DIPLOMATIC judgement calls can sometimes be hard to make. Along with 10 or 15 other MPs and peers, I serve on the NATO Parliamentary Assembly. It is the group of Parliamentarians who scrutinise what NATO does and seeks to advise them on aspects of their work. It’s a Prime Ministerial appointment, and so we all take it very seriously. The bi-annual meeting was in Istanbul last weekend. I wanted to be there, as is my duty; but I am also seriously concerned about events in Turkey both before and after last July’s unsuccessful military coup attempt against President Erdogan.

100,000 people have been arrested, lost their jobs, or otherwise suffered the consequences of that coup. Some of us questioned how the Regime could have collected a list of them with such accuracy and in such a short time after the coup. We also questioned whether or not Erdogan’s response was proportionate (3,000 judges, for example, sacked or arrested. Were they really all plotting against the State?) And there were some who alleged (surely without foundation) that the coup itself had been planned by the regime to justify further repressive controls. Freedom of speech and of the media has without doubt been compromised, and there are number of other elements of the regime’s recent behaviour which is, to say the least, inappropriate in a supposed Western democracy (and aspirant EU member, already a member of NATO). We were concerned, for example, by reports that they are just about to reintroduce the death penalty, and bring in another law which would pardon up to 3,000 convicted paedophiles.

So we squared the circle of conscience by calling in a series of high officials (Justice Minister, Chief of General Staff, Speaker of Parliament), and giving them a hard time on some of those topics. Our cross-examination of the Speaker was so successful that he pulled out of a reception he was supposed to be giving us that evening, letting his deputy do it instead (and it was alleged withdrawing alcoholic beverages from it, although that may have been for other reasons!)

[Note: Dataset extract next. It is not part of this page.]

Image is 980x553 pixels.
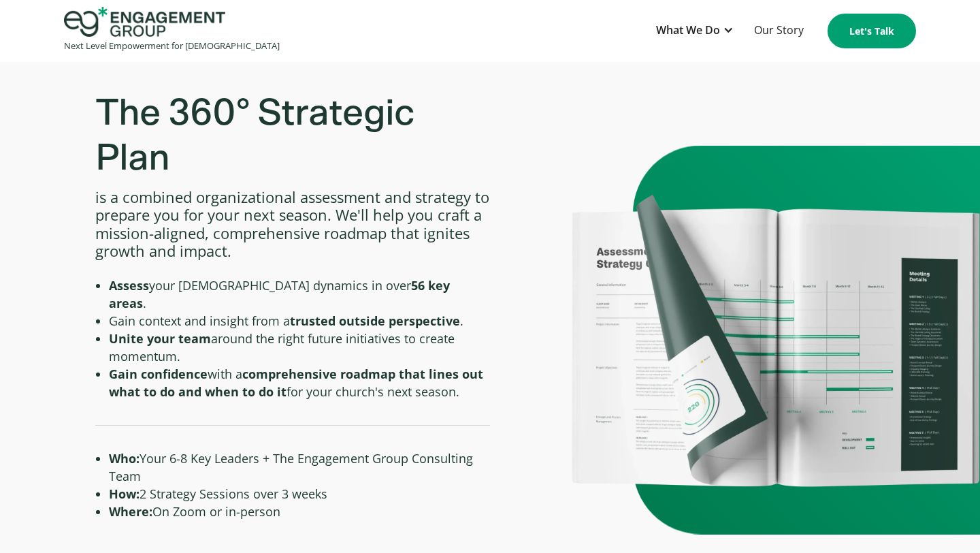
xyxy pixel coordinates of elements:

President Erdogan himself came to speak to us - in a manner reminiscent of dictators over the centuries. Dozens of black-suited spooks with wiggly wires behind their ears, a cavalcade of 100 or so vehicles including a private ambulance. He would not take questions from the floor, and instead harangued us for 50 minutes on the coup and how justifiable his reactions to it were. I felt that perhaps he ‘doth protest too much’. It rather reminded me of ‘Chemical Ali’ who was broadcasting in Baghdad that all was fine at the very moment that the American tanks were entering the city.

Amazing how dictators are usually the last people to realise that their time may be up! So I hope that I did not compromise any of my deeply held democratic beliefs by attending the NATO Assembly in Turkey, and that to a degree at least, I may have helped that cause by giving our hosts a bit of a hard time.